Similar bans take surfaced from New Jersey to Tennessee. The rationale behind this sort of legislation normally goes something like this: Sagging represents a dangerous lack of self-respect and an embrace of gang civilization. It is a symbol of moral decline.

But how did sagging originate?

According to University of Massachusetts historian Tanisha C. Ford, the origins of sagging can't exist definitively traced. But at that place are two leading theories. The first is that inmates, prohibited from wearing belts in prison house, oft sagged their uniforms. Then they continued the way after returning dwelling house. The 2d theory is that convicts wore their pants low as a ways of letting other prisoners know they were sexually available.[7]

3 Why We Wear Wedding ceremony Bands On The 'Ring Finger'

"With this ring, I thee midweek." The ring is slipped onto the fourth finger of the left paw, and there you have information technology—a bride and groom! But have yous ever asked yourself why we slip our wedding bands onto the "band finger"?

The tradition tin can be traced dorsum to Roman times. The Romans believed that a vein ran directly from the heart to the ring finger. They named it the vena amoris ("vein of dearest"). Naturally, they thought it'd exist fitting to place one's nuptials band on that finger. Quite romantic!

By the way, modern scientific discipline has proven that all fingers have a vein connection to our hearts.[viii]

2 Why Men Wear Ties

Ties.

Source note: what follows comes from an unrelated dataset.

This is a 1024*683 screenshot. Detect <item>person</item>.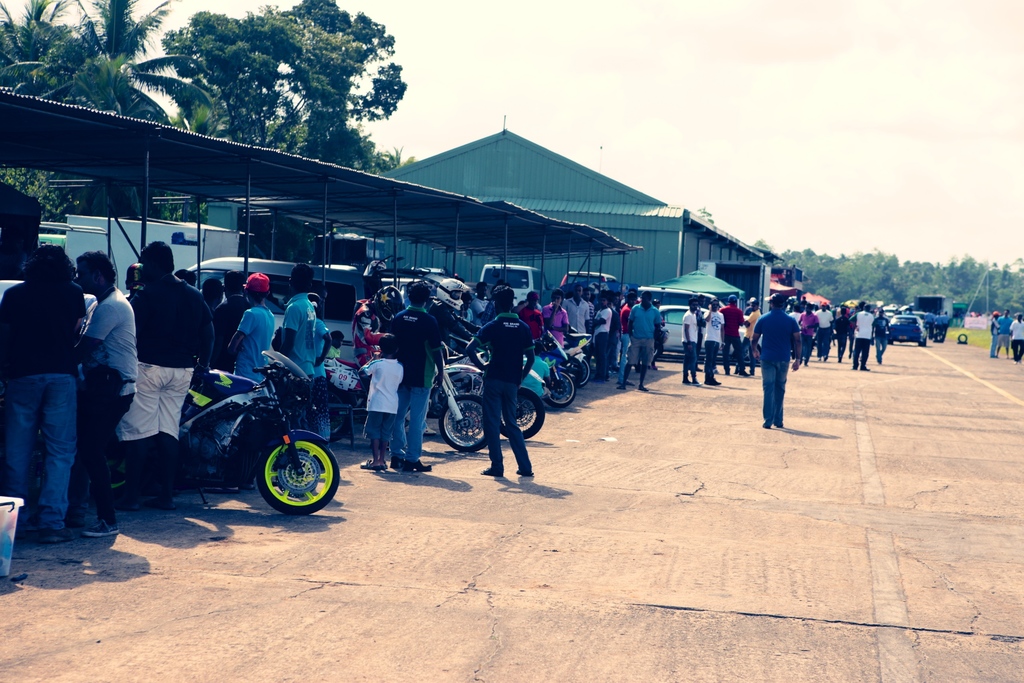
{"left": 587, "top": 293, "right": 613, "bottom": 383}.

They don't keep u.s. warm, aren't applied, and are often uncomfortable. So why do men wearable them?

Most neckwear historians agree that the necktie grew in prominence effectually the time of the Thirty Years' War in the 1600s. To fight the war, Rex Louis Thirteen employed Croatian mercenaries who wore a piece of material around their necks.

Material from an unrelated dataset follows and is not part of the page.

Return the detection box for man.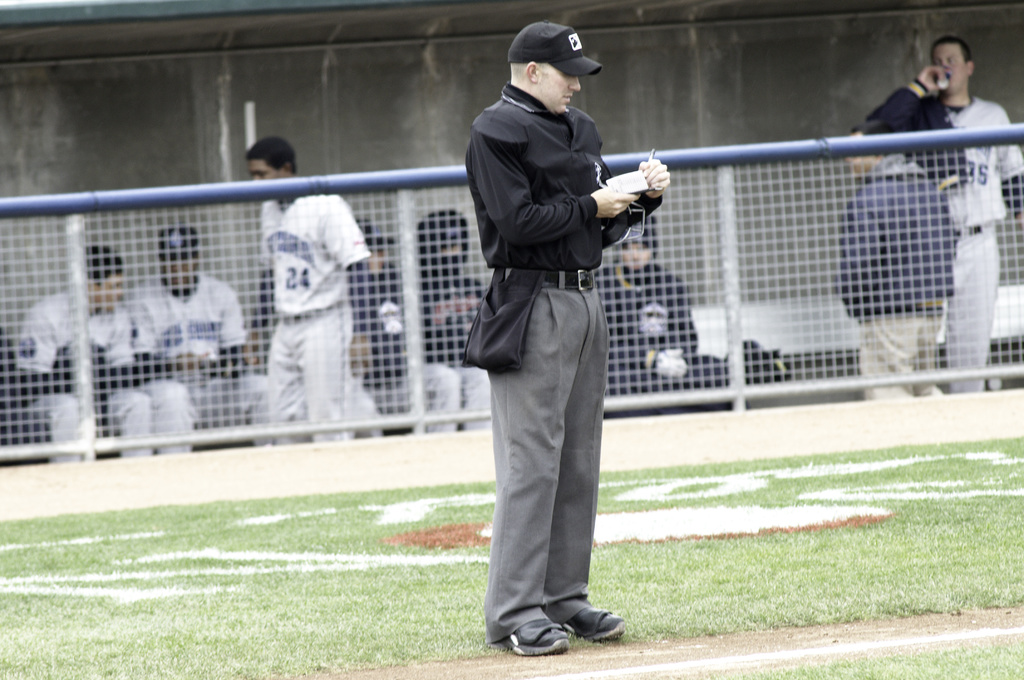
(left=120, top=225, right=273, bottom=455).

While these early neckties were largely functional—they tied the tops of their jackets—King Louis Xiii liked them as sartorial adornments. Indeed, he made these early neckties mandatory dress for formal gatherings and named them later the Croatian mercenaries: cravate. To this day, that ways necktie in France.

Curiously, Croatia celebrates national Cravat Mean solar day every October 18. In 2003, they commemorated the holiday by tying an 808-meter (2,650 ft) tie effectually the historic Roman amphitheater in Pula.[9]

i Why Women Shave Their Armpits

Women and men have had armpit pilus for millennia. So why practice roughly 95 percent of women shave or wax their underarms? Who woke up one day and decided that women with armpit hair are unsightly?

Well, we can give thanks a 1915 Harper's Boutique advert for that. Before and then, women with bushy pits were the norm. Only the ad told women that mod dancing and sleeveless dresses were the next big thing and that "objectionable pilus" was out. The ad featured a photo of a young woman in a sleeveless clothes. Her arms were biconvex over her head, revealing perfectly articulate armpits.

Inside a few years and after an onslaught of advertisements promoting the trend, hairless armpits were a thing and natural hair was something embarrassing. Indeed, a 2013 Arizona Country University study measured disgust triggered by women with armpit hair. It yielded responses like: "I call up women who don't shave are a little gross."[10]

But natural, hairy pits might be making a comeback. Ane recent study found that ane in 4 millennial women do not shave or wax their pits.

Oscar is a Principal of Public Policy student at the University of Oxford. He is originally from Los Angeles, California.